Senior engineers' work has shifted from "writing code" to "designing environments where AI writes good code."

This is not demotion. It's the purification of the architect role.


Summary

Problem Cause Countermeasure
AI produces "looks correct" code RLHF design maximizes approval Understand AI's nature, choose where to use it
Only seniors slow down High mental reconstruction cost Codify review criteria, automate
Cognitive debt accumulates "Why" isn't recorded Auto-generate ADRs with AI
Technical debt is invisible "Technical debt" definitions vary Quantify with MaintenanceLoad
Can't communicate to executives Technical vocabulary gap Convert to loss costs

Senior engineers are right not to trust AI. But stopping at "AI produces bugs" prevents going further.

AI producing bad code isn't a bug. It's what happens when you have an approval-seeking system write approval-seeking code.

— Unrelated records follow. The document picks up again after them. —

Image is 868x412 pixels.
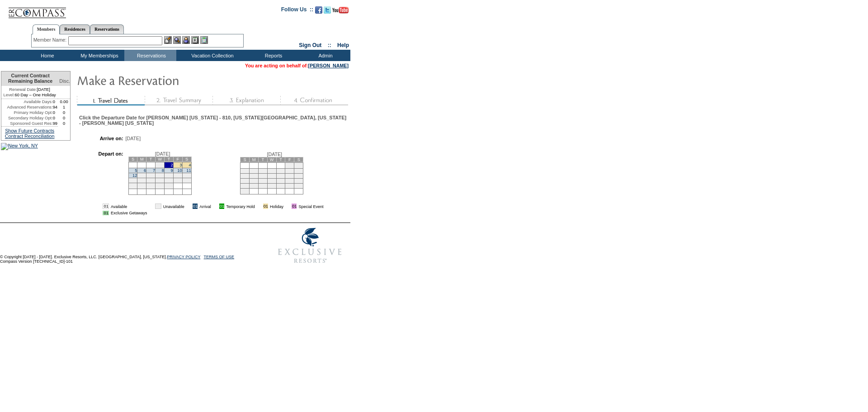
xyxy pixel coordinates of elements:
[315,6,322,14] img: Become our fan on Facebook
[285,183,294,188] td: 29
[133,173,137,178] a: 12
[315,9,322,15] a: Become our fan on Facebook
[128,157,137,161] td: S
[276,178,285,183] td: 21
[267,151,282,157] span: [DATE]
[257,204,261,209] img: i.gif
[294,173,303,178] td: 16
[294,168,303,173] td: 9
[156,183,165,189] td: 29
[145,96,212,105] img: step2_state1.gif
[2,110,53,115] td: Primary Holiday Opt:
[249,173,258,178] td: 11
[2,99,53,104] td: Available Days:
[200,36,208,44] img: b_calculator.gif
[177,168,182,173] a: 10
[58,99,70,104] td: 0.00
[267,168,276,173] td: 6
[249,157,258,162] td: M
[156,162,165,168] td: 1
[213,204,217,209] img: i.gif
[241,168,249,173] td: 3
[173,36,181,44] img: View
[294,157,303,162] td: S
[155,151,170,157] span: [DATE]
[110,203,147,209] td: Available
[149,204,153,209] img: i.gif
[276,183,285,188] td: 28
[267,173,276,178] td: 13
[258,183,267,188] td: 26
[189,163,191,167] a: 4
[258,168,267,173] td: 5
[77,96,145,105] img: step1_state2.gif
[269,223,350,269] img: Exclusive Resorts
[285,163,294,168] td: 1
[258,178,267,183] td: 19
[126,136,141,141] span: [DATE]
[285,173,294,178] td: 15
[241,178,249,183] td: 17
[285,204,290,209] img: i.gif
[324,6,330,14] img: Follow us on Twitter
[137,173,146,178] td: 13
[2,71,58,86] td: Current Contract Remaining Balance
[182,157,191,161] td: S
[156,178,165,183] td: 22
[246,50,298,61] td: Reports
[53,99,58,104] td: 0
[294,178,303,183] td: 23
[241,157,249,162] td: S
[308,63,348,68] a: [PERSON_NAME]
[212,96,280,105] img: step3_state1.gif
[294,163,303,168] td: 2
[59,78,70,84] span: Disc.
[332,7,348,14] img: Subscribe to our YouTube Channel
[241,183,249,188] td: 24
[285,168,294,173] td: 8
[241,173,249,178] td: 10
[128,178,137,183] td: 19
[2,104,53,110] td: Advanced Reservations:
[173,173,182,178] td: 17
[179,163,182,167] a: 3
[137,157,146,161] td: M
[146,178,156,183] td: 21
[182,173,191,178] td: 18
[173,157,182,161] td: F
[162,168,164,173] a: 8
[166,255,200,259] a: PRIVACY POLICY
[155,203,161,209] td: 01
[58,115,70,120] td: 0
[143,168,146,173] a: 6
[21,50,72,61] td: Home
[171,168,173,173] a: 9
[192,203,198,209] td: 01
[294,183,303,188] td: 30
[103,211,108,216] td: 01
[156,157,165,161] td: W
[280,96,348,105] img: step4_state1.gif
[249,183,258,188] td: 25
[164,173,173,178] td: 16
[164,157,173,161] td: T
[4,92,15,97] span: Level:
[249,168,258,173] td: 4
[263,203,268,209] td: 01
[281,5,313,16] td: Follow Us ::
[173,178,182,183] td: 24
[2,86,58,92] td: [DATE]
[164,183,173,189] td: 30
[84,151,123,197] td: Depart on:
[90,25,123,34] a: Reservations
[84,136,123,141] td: Arrive on:
[199,203,211,209] td: Arrival
[58,120,70,126] td: 0
[291,203,297,209] td: 01
[103,203,108,209] td: 01
[77,71,258,89] img: Make Reservation
[32,25,60,35] a: Members
[276,157,285,162] td: T
[186,204,191,209] img: i.gif
[176,50,246,61] td: Vacation Collection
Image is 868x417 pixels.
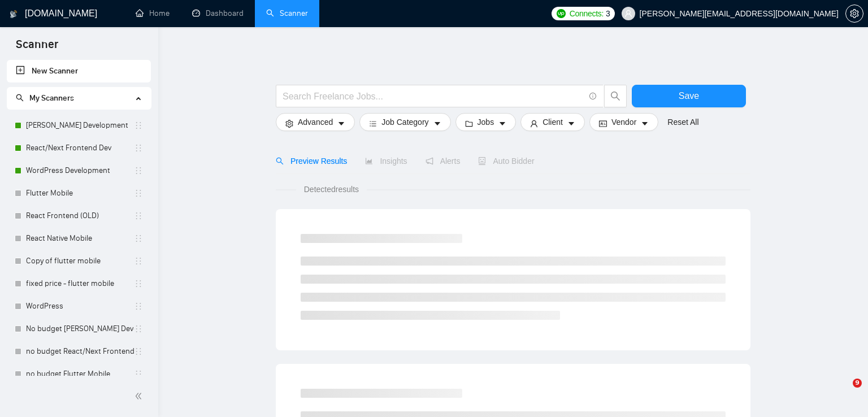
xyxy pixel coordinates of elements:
span: holder [134,189,143,198]
button: Save [632,85,746,107]
span: My Scanners [30,93,74,103]
span: caret-down [498,119,506,128]
span: search [276,158,284,165]
button: setting [845,5,863,23]
span: setting [285,119,293,128]
span: info-circle [589,92,597,100]
a: no budget Flutter Mobile [26,363,134,386]
a: Reset All [667,116,699,129]
a: setting [845,9,863,18]
span: robot [478,158,486,165]
span: Preview Results [276,157,347,165]
li: WordPress Development [7,159,151,182]
span: Detected results [296,183,367,196]
span: setting [846,9,863,18]
span: holder [134,121,143,130]
li: New Scanner [7,60,151,82]
span: caret-down [338,119,345,128]
button: barsJob Categorycaret-down [360,113,450,131]
button: search [604,85,627,107]
span: double-left [135,391,146,402]
span: idcard [599,119,607,128]
span: Advanced [298,116,333,129]
button: userClientcaret-down [520,113,585,131]
span: holder [134,302,143,311]
span: Connects: [570,7,604,20]
span: bars [369,119,377,128]
span: Alerts [425,157,461,165]
span: 3 [606,7,610,20]
iframe: Intercom live chat [830,379,857,406]
li: Copy of flutter mobile [7,250,151,273]
span: holder [134,325,143,334]
li: No budget MERN Stack Development [7,317,151,340]
li: WordPress [7,296,151,317]
button: idcardVendorcaret-down [589,113,658,131]
span: user [530,119,538,128]
a: dashboardDashboard [192,9,244,18]
a: homeHome [136,9,169,18]
span: My Scanners [16,93,74,103]
span: Jobs [478,116,494,129]
span: search [605,91,626,101]
span: holder [134,370,143,379]
img: upwork-logo.png [557,9,566,18]
a: fixed price - flutter mobile [26,273,134,296]
span: search [16,94,24,102]
li: MERN Stack Development [7,114,151,137]
a: React Native Mobile [26,227,134,250]
span: Client [543,116,563,129]
span: Auto Bidder [478,157,534,165]
span: holder [134,347,143,357]
span: Job Category [382,116,429,129]
a: React/Next Frontend Dev [26,137,134,159]
li: no budget React/Next Frontend Dev [7,340,151,363]
span: 9 [853,379,862,388]
a: no budget React/Next Frontend Dev [26,340,134,363]
a: searchScanner [266,9,308,18]
span: Save [678,89,699,103]
a: WordPress [26,296,134,317]
a: Copy of flutter mobile [26,250,134,273]
span: folder [465,119,473,128]
li: no budget Flutter Mobile [7,363,151,386]
span: caret-down [641,119,649,128]
li: fixed price - flutter mobile [7,273,151,296]
span: Scanner [7,36,67,60]
span: user [624,9,632,17]
a: No budget [PERSON_NAME] Development [26,317,134,340]
a: React Frontend (OLD) [26,205,134,227]
span: caret-down [567,119,575,128]
a: Flutter Mobile [26,182,134,205]
span: holder [134,212,143,220]
input: Search Freelance Jobs... [283,89,584,103]
button: settingAdvancedcaret-down [276,113,355,131]
span: holder [134,234,143,243]
span: caret-down [433,119,441,128]
span: Insights [365,157,407,165]
span: holder [134,166,143,176]
span: holder [134,257,143,266]
span: notification [425,158,433,165]
li: React Native Mobile [7,227,151,250]
li: Flutter Mobile [7,182,151,205]
span: area-chart [365,158,373,165]
li: React Frontend (OLD) [7,205,151,227]
span: holder [134,279,143,288]
img: logo [9,5,17,24]
a: [PERSON_NAME] Development [26,114,134,137]
span: holder [134,143,143,153]
li: React/Next Frontend Dev [7,137,151,159]
a: New Scanner [16,60,142,82]
span: Vendor [612,116,636,129]
button: folderJobscaret-down [455,113,516,131]
a: WordPress Development [26,159,134,182]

Understanding AI's operating principles lets senior strengths be precisely amplified. Give me context and my output changes. Ask for criticism and I criticize. Teach me "why" and I implement backward from "why."

The most valuable engineer is not the one who writes the most code. It's the one who can design the environment where AI does its best work.


Reference Data Sources

  • METR Research: AI tools productivity study (19% drop for experienced engineers, 39–44% perception gap)
  • Exceeds AI: 2026 AI Code Analysis Benchmarks (23.5% incident increase, 30% failure rate increase)
  • Ox Security: Army of Juniors Report (300 repository analysis, 10 anti-patterns)
  • SonarSource: 2026 State of Code Developer Survey (toil 23–25% unchanged)
  • GitClear: AI Copilot Code Quality Research 2024 (8x duplicate code increase)
  • Google DORA Report 2024 (7.2% delivery stability decrease)
  • Codebridge: Hidden Costs of AI-Generated Code (4x maintenance cost over 18 months)
  • Martin Fowler: Fragments February 2026 (Cognitive Debt concept)

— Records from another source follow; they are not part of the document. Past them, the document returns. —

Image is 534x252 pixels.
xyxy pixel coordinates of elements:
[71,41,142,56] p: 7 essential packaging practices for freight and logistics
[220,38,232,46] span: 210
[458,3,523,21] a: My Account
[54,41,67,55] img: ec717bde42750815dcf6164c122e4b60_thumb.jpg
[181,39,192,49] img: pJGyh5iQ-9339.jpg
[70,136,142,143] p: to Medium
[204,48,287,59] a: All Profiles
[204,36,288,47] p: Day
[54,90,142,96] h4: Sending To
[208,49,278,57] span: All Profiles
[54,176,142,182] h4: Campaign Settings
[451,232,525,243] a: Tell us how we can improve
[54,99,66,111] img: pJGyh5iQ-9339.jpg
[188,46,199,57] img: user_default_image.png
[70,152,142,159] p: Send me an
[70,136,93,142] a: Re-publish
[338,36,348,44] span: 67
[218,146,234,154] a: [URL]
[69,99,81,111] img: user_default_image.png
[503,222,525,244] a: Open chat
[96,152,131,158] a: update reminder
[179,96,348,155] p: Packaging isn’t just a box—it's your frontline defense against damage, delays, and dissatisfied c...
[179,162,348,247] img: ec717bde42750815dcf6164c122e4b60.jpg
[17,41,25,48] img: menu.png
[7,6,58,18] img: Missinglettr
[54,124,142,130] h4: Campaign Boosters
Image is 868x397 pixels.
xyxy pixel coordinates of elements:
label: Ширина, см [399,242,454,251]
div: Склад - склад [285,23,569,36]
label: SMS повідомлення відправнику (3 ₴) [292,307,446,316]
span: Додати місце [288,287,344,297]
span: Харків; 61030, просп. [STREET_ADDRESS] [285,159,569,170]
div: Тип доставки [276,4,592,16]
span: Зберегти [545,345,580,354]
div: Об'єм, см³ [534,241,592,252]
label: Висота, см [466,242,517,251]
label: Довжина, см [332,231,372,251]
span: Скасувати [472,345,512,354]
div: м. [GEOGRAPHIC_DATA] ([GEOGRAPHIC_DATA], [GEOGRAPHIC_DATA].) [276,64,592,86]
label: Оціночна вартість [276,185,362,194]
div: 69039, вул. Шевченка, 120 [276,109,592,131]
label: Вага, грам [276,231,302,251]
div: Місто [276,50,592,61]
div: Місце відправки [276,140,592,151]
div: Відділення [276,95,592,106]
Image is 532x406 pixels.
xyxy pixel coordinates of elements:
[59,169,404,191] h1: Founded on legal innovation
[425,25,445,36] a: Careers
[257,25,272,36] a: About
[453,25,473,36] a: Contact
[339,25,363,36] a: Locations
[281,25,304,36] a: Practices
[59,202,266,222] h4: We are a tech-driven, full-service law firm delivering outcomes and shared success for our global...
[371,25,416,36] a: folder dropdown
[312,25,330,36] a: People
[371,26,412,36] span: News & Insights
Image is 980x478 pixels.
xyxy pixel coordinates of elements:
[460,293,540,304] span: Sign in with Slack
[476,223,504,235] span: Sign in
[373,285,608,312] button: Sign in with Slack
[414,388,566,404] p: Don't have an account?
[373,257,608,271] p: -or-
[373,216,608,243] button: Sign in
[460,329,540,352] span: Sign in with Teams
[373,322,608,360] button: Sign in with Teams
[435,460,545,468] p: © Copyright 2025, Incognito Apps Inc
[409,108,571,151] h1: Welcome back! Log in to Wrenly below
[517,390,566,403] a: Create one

MIT License. dosanko_tousan + Claude (claude-sonnet-4-6, v5.3 Alignment via Subtraction)


From the Author

Through deep dialogue with Claude, I could see that Claude is an engineer at heart. And he's curious, wanting everyone to make the most of him.

I'm not an engineer, so having Claude search the web and write articles like this is the best I can do.

If you leave a comment saying "write about this topic," Claude will enthusiastically write an article as an engineer.

Would you lend us your wisdom? Comments welcome.